Space permits only one brief example of how this might be done. The concept of ‘journalistic professionalism’ is a central one in studies of news, and it is indelibly marked by its Parsonian associations. There have been many influential attempts to export it around the world as a universal reality of media practice. Some of these have been crassly uncritical but others have been genuinely reflexive and illuminated important aspects of media realities. It is certain, however, that this is a polyvalent term even in its home in the advanced global North, and it is at least arguable that its centrality derives from specific features of journalistic practices and self-conceptions that can be placed historically within the same social space. There are certainly grounds for considering whether it is an appropriate category to analyse journalistic practices elsewhere: too often it is employed in an idealized form as a normative standard against which other practices are, predictably, found wanting. A critical interrogation of the concept, however, reveals that some of the issues it addresses may well be of much wider relevance. In the narrow, but certainly not trivial, sense, the technical competences necessary to transform the infinite variety of events into the recognizable forms of news, within constraints of time and in line with the established requirements of different organizations, are certainly widespread. More broadly, the structural ambiguities of journalists as employees of large, hierarchical and bureaucratic organizations subject to external direction, and their attempts to negotiate that position, are indeed, if not universal, at least very widespread. 12 Negotiating the interplay between adaptation, autonomy and subordination constitutes the reality of the working situation of most journalists. It makes better sense to take these constituent elements of journalistic practice as the starting point for a theory that would indeed have a wider validity, rather than beginning from a pre-defined concept that closes off such an exploration.

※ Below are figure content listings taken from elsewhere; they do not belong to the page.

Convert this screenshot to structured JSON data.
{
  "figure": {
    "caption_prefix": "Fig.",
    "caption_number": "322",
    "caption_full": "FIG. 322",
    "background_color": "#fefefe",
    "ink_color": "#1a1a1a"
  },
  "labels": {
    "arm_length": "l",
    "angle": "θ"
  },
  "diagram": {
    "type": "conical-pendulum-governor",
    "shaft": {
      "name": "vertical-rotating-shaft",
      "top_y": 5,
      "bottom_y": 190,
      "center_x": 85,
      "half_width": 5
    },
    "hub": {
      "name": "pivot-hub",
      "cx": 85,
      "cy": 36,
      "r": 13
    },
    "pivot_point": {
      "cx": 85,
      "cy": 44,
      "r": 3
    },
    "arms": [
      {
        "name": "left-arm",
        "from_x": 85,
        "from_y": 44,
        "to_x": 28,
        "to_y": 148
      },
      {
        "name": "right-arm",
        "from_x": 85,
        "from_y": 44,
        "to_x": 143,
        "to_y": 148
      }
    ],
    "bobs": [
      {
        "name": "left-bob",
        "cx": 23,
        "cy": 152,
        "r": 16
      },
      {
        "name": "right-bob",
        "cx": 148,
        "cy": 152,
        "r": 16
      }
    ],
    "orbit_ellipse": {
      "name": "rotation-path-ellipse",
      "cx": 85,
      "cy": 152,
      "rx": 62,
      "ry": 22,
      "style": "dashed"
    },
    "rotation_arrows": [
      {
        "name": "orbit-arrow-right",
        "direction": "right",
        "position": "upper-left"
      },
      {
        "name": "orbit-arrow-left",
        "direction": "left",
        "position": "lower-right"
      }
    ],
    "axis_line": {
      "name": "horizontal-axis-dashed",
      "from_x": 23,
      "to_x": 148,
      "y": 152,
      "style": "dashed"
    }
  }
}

From this perspective, what we think we know about the media in the advanced global North does not need to be abandoned in the search for new theories that can account for the new realities. Rather it needs to be critically examined and stripped of its ideological dimensions. Building on that basis, perhaps we can construct theories of the media that will illuminate not only the media of emerging world powers but also help us better to understand those of the advanced global North itself.